Página 31 - ... many other useful plants, with the true country of which we are unacquainted, though they have accompanied man in his migrations from the remotest times. When a traveller newly arrived from Europe...
Página 432 - ... the orange-tree, the coffee-tree, the apple, the apricot, and corn ? A national writer * compares the situation of Caraccas to the terrestrial Paradise, and recognizes in the Anauco and the neighbouring torrents the four rivers of the Garden of Eden.
Página 442 - ... which there yields little fruit indeed, but of the finest quality. When the shrub is in blossom, the plain extending beyond Chacao presents a delightful aspect. The banana-tree, which is seen in the plantations near the town, is not the great platano harton; but the varieties camburi and...
Página 276 - Oroonoko, are distinguished by their almost gigantic size from all the other nations I have seen in the new continent. Must it on this account be admitted, that the Caribbees are an entirely distinct race? and that the Guaraons and the Tamanacks, whose languages have an affinity with the Caribbee, have no bond of relationship with them ? I think not.
Página 122 - ... kind of cushion between the legs of the bird. This quantity of fat in frugivorous animals, not exposed to the light, and exerting very little muscular motion, reminds us of what has been long since observed in the fattening of geese and oxen.
Página 341 - During this day I was particularly struck with a remark of Humboldt's, who often alludes to " the thin vapour which, without changing the transparency of the air, renders its tints more harmonious, and softens its effects.

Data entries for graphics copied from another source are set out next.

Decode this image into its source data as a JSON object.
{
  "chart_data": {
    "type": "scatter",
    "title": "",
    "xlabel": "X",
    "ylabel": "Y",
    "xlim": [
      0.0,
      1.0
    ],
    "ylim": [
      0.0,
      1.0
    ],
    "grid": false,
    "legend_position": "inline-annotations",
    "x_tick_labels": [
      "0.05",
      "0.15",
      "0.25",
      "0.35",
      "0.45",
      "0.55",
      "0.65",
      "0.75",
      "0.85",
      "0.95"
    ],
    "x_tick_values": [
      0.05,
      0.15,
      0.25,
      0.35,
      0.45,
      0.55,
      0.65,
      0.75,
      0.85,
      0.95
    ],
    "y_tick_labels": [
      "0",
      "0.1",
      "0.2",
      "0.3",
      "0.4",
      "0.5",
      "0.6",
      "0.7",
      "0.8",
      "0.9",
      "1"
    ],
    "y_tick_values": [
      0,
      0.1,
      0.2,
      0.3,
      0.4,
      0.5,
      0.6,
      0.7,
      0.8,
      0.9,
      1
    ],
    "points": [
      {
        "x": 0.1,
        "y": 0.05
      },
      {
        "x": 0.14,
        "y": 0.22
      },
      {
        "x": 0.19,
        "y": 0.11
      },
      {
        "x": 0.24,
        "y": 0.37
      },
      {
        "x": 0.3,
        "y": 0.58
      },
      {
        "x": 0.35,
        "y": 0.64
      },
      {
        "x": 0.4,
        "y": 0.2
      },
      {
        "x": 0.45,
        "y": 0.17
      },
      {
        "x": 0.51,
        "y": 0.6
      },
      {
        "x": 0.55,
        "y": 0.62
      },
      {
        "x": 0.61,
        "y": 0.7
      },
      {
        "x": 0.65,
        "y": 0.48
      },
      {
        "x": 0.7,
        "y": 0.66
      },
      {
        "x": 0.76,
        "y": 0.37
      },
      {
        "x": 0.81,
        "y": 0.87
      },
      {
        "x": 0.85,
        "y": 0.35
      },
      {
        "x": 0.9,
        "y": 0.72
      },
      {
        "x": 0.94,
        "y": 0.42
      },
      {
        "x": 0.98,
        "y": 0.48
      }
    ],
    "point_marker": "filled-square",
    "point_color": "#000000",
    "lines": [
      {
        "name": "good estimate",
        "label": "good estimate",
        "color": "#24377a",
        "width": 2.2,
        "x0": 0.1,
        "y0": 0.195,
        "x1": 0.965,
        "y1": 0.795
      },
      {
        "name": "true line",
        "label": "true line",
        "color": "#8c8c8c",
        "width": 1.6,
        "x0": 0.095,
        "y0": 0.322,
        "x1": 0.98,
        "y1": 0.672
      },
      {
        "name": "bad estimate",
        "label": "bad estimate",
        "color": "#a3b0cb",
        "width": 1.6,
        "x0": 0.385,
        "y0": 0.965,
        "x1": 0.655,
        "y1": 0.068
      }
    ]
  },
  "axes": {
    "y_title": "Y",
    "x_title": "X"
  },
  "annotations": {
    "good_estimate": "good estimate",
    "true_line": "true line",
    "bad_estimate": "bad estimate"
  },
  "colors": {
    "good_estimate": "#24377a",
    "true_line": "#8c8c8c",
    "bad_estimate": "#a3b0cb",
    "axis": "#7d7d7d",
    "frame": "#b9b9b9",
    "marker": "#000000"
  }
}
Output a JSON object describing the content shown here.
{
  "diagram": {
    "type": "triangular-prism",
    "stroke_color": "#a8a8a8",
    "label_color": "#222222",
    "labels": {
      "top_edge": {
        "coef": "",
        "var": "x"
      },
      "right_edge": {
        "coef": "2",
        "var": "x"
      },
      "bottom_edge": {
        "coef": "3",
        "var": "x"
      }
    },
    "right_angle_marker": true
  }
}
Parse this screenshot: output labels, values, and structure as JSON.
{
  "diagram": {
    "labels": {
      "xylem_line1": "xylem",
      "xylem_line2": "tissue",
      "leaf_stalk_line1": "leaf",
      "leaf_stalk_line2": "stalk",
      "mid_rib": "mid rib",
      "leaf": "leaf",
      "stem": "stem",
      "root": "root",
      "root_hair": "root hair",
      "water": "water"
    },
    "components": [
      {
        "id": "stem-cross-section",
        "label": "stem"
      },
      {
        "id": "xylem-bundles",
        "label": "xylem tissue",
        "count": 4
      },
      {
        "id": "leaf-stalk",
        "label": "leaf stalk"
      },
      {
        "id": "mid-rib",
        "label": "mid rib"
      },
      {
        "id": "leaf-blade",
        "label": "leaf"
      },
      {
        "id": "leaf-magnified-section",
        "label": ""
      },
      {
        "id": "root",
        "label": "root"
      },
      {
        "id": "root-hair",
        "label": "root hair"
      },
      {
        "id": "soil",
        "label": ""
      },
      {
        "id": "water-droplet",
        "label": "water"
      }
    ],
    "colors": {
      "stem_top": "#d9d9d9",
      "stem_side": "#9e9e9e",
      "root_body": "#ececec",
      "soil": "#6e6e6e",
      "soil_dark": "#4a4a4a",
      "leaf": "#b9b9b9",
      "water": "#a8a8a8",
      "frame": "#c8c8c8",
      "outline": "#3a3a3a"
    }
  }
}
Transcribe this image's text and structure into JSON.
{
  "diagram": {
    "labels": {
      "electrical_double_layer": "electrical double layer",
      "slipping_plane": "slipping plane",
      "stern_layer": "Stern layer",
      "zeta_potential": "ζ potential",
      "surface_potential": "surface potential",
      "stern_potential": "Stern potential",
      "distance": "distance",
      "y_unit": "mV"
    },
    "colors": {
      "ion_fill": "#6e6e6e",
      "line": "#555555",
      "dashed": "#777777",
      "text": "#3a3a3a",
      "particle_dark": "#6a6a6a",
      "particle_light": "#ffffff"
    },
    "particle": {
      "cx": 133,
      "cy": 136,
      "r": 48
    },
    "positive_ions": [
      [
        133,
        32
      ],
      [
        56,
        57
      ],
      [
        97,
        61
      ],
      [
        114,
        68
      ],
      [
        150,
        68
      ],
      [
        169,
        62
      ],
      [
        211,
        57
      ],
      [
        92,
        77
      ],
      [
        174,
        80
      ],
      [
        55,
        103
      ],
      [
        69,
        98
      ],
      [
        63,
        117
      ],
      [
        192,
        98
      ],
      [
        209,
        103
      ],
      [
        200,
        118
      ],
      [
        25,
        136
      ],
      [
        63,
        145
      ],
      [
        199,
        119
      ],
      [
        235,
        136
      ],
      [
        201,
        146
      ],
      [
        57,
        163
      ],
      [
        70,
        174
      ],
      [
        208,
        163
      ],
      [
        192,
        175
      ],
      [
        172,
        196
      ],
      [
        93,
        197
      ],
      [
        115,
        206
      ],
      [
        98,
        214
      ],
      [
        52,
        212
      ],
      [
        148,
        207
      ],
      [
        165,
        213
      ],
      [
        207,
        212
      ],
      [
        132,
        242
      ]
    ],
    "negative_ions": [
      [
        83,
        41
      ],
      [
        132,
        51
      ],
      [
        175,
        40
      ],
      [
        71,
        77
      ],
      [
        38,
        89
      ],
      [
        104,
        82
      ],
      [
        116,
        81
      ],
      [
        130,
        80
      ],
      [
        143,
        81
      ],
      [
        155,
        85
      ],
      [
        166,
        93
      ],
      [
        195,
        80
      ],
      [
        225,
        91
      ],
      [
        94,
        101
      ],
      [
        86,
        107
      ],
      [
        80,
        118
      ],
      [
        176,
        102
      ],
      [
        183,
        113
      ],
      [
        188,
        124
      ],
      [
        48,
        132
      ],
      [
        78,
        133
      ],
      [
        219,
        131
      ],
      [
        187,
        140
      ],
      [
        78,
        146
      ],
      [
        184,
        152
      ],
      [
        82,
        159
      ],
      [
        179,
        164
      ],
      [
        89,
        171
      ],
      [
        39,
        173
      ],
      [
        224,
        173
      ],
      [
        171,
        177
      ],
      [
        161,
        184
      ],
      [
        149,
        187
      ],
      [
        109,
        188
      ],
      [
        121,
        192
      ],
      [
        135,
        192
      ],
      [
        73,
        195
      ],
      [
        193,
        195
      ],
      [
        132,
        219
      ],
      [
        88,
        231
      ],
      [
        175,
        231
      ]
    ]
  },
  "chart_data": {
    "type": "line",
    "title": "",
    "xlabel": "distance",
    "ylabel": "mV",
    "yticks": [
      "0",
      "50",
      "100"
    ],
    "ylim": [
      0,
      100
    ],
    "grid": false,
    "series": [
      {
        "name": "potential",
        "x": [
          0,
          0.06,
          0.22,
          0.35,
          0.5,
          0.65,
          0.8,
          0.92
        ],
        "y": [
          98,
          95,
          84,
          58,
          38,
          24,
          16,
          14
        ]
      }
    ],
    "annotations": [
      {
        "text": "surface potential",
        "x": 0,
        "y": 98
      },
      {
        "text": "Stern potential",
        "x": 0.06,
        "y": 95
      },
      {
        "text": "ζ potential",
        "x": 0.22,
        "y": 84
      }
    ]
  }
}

Página 228 - The greater part of the people, however, have as great an antipathy to the beard, as the Eastern nations hold it in reverence. This antipathy is derived from the same source as the predilection for flat foreheads, which is seen in so singular a manner in the statues of the Azteck heroes and divinities. Nations attach the idea of beauty to every thing which particularly characterizes their own physical conformation, their natural physiognomy...
Página 100 - ... displays itself in an astonishing manner. Thus the mountaineers are heard to say, ' I will not give you the mule whose step is the easiest, but him who reasons best.
Página 39 - Arragon, far advanced in years, but strong and healthy. His extreme corpulency, his hilarity, the interest he took in battles and sieges, ill accorded with the ideas we form in our northern countries of the melancholy reveries and the contemplative life of missionaries.